How the chamber converts the one thing no ad platform can sell — a trusted, opted-in audience that chose to belong — into a paid sponsorship engine for local businesses, and a new income stream for the chamber.
When a member opens an ad, they ignore it. When their chamber highlights a business, they pay attention — because the chamber is a trusted source they opted into. The app turns that trust into three things a sponsor can buy.
Their logo and "sponsored by [business]" fills the screen for 2–3 seconds on every app open — long enough to land, not long enough to annoy. Ownable and exclusive: a premium spot for a bank, hospital, or law firm.
A featured spotlight section plus a push notification to every member — active reach, not passive placement. The always-on version of a gala table or ad, sellable to your most ambitious members.
A business places a deal in the app and members get a push notification. Sellable to anyone who wants to reach your whole membership — and it doubles as a member perk that drives retention.
"It's not an ad. It's the chamber choosing to put this business in front of the people who chose to be members. That's a recommendation from a friend, not a billboard."
The first sponsor isn't about size — it's about willingness. You want a member who already trusts you, wants more foot traffic, and likes being first. Restaurants, pubs, retail, and local services are ideal: repeat customers, local radius, an offer they can push.
A supporter who experiments — multiple locations, an owner who chases new ideas. They want to be seen leading, and they'll forgive a v1.
Anyone whose growth is "get more people through the door this week" — daily specials, happy hours, events. Push notifications map perfectly to their need.
The member already burning money on ads they can't measure. Your pitch reframes spend they're already making toward a channel that's actually read.
Don't ask a business to "consider sponsoring." Offer them the first and only seat before it opens up. You're not selling ad space — you're separating them from their competition, which is exactly what they pay you for.
Lead with what they get to own, framed as scarce.
Tie it to a real thing they'd push this week.
Let them put in their own numbers. When the projection is their data, the skepticism evaporates.
| They'll say | You say |
|---|---|
| "Will people actually see it?" | Yes — measurably. The title slot shows on every app open, and a push notification lands straight on the member's phone: no inbox, no spam folder, no feed algorithm deciding who sees it. Compare that to the ad they're running now that nobody can confirm anyone saw. |
| "How do I know it works?" | You put your own numbers into the assessment. The projection uses published benchmarks and your real figures — it's not our marketing math, it's yours. And you'll be first, so the results become the case study for everyone after you. |
| "Is it worth the cost?" | Run the calculator. For most local businesses, a handful of new repeat customers a month covers the sponsorship several times over. We're not asking you to gamble — we're asking you to look at the math. |
This is the question a finance committee actually asks. Here it is in one line, then in a model you can adjust:
"One title sponsor typically covers your entire monthly cost. Spotlights and deals stack on top — so the app pays for itself, and everything after that is profit."
The title sponsor is sized to cover the subscription. Spotlights and member deals are the profit layer. Set conservative numbers — the goal is the number a risk-averse committee can't argue with.
A conservative first-year frame. It deliberately ignores renewals, member growth, and price increases, so the floor is the number the committee sees.
An invitation from the chamber to your business — the first and only featured sponsor on the member app every local already trusts.
Members didn't stumble onto an ad. They opted into their chamber — and when the chamber features your business, it carries the weight of a recommendation from a trusted friend, not a stranger shouting on a billboard.
"People don't research anymore. They want a message they trust, on the device they already hold, that they can act on in one tap."
Your logo and "sponsored by you" greets every member for a few seconds on every app open. Premium, ownable, exclusive.
A featured slot plus a push notification to every member. Active reach, not a static logo — the always-on version of a gala table.
Drop a member-only deal in the app and it pushes to every phone. Timed to your moment: a senior hour, a weekend special, a new act.
For now, the only sponsor in this seat. You set the standard everyone after you is measured against.
Two forces stack here: the brand loyalty a trusted chamber endorsement earns, and push notifications — the one channel that reliably reaches a member's phone. These are published benchmarks, not our claims, so they hold up in the room.
Put plainly: a push from the chamber's app lands on a member's phone carrying the chamber's trust — a recommendation, not an ad. The sponsor isn't buying impressions. They're buying near-certain attention from an audience that already trusts the sender.
Put in your own figures. Every assumption below is visible and adjustable — nudge them to be as conservative as you like. The projection is built on published engagement benchmarks and your inputs.
A conservative model: of the members who see your offer over a year, a small fraction try you, each worth their average value to your business.
Projection only, not a guarantee — results depend on your offer and follow-through. Benchmarks: push-notification engagement and trusted-recommendation purchase intent (Nielsen 2021; Gitnux / MobiLoud 2025). The model intentionally understates by counting only first-year, first-visit value.
Be the first business the chamber's members see. Lock the title sponsorship before it opens to others, and set the standard everyone after you is measured against.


Exercise directions - Could you write out the records below exactly as they appear?

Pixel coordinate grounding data
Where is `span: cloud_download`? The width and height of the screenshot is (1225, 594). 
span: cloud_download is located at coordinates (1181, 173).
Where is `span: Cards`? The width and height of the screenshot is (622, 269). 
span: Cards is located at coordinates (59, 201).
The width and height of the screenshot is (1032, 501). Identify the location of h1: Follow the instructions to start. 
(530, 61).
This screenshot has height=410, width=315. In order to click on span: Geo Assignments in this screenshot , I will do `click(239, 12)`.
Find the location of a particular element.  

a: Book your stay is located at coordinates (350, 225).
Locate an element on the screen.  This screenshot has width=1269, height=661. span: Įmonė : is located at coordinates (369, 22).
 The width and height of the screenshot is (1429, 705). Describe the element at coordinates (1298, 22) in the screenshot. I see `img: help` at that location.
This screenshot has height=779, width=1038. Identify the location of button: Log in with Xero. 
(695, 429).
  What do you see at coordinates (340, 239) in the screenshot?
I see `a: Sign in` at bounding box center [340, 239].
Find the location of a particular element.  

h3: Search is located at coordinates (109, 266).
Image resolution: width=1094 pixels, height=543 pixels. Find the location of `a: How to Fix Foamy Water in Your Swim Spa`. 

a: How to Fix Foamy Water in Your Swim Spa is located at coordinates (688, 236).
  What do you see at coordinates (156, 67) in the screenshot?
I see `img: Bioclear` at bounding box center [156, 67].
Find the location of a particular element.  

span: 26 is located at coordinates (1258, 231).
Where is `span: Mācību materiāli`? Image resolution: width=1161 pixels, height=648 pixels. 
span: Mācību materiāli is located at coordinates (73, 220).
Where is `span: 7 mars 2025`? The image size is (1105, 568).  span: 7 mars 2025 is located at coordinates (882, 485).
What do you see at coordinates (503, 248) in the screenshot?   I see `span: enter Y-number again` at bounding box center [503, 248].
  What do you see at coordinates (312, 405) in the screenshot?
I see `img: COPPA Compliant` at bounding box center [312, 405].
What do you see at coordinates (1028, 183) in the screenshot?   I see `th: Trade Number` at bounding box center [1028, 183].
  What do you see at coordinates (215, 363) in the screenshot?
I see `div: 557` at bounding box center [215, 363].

Result -
Where is `span: cloud_download`? The width and height of the screenshot is (1225, 594). 
span: cloud_download is located at coordinates (1181, 173).
Where is `span: Cards`? The width and height of the screenshot is (622, 269). 
span: Cards is located at coordinates (59, 201).
The width and height of the screenshot is (1032, 501). Identify the location of h1: Follow the instructions to start. 
(530, 61).
This screenshot has height=410, width=315. In order to click on span: Geo Assignments in this screenshot , I will do `click(239, 12)`.
Find the location of a particular element.  

a: Book your stay is located at coordinates (350, 225).
Locate an element on the screen.  This screenshot has width=1269, height=661. span: Įmonė : is located at coordinates (369, 22).
 The width and height of the screenshot is (1429, 705). Describe the element at coordinates (1298, 22) in the screenshot. I see `img: help` at that location.
This screenshot has height=779, width=1038. Identify the location of button: Log in with Xero. 
(695, 429).
  What do you see at coordinates (340, 239) in the screenshot?
I see `a: Sign in` at bounding box center [340, 239].
Find the location of a particular element.  

h3: Search is located at coordinates (109, 266).
Image resolution: width=1094 pixels, height=543 pixels. Find the location of `a: How to Fix Foamy Water in Your Swim Spa`. 

a: How to Fix Foamy Water in Your Swim Spa is located at coordinates (688, 236).
  What do you see at coordinates (156, 67) in the screenshot?
I see `img: Bioclear` at bounding box center [156, 67].
Find the location of a particular element.  

span: 26 is located at coordinates (1258, 231).
Where is `span: Mācību materiāli`? Image resolution: width=1161 pixels, height=648 pixels. 
span: Mācību materiāli is located at coordinates (73, 220).
Where is `span: 7 mars 2025`? The image size is (1105, 568).  span: 7 mars 2025 is located at coordinates (882, 485).
What do you see at coordinates (503, 248) in the screenshot?   I see `span: enter Y-number again` at bounding box center [503, 248].
  What do you see at coordinates (312, 405) in the screenshot?
I see `img: COPPA Compliant` at bounding box center [312, 405].
What do you see at coordinates (1028, 183) in the screenshot?   I see `th: Trade Number` at bounding box center [1028, 183].
  What do you see at coordinates (215, 363) in the screenshot?
I see `div: 557` at bounding box center [215, 363].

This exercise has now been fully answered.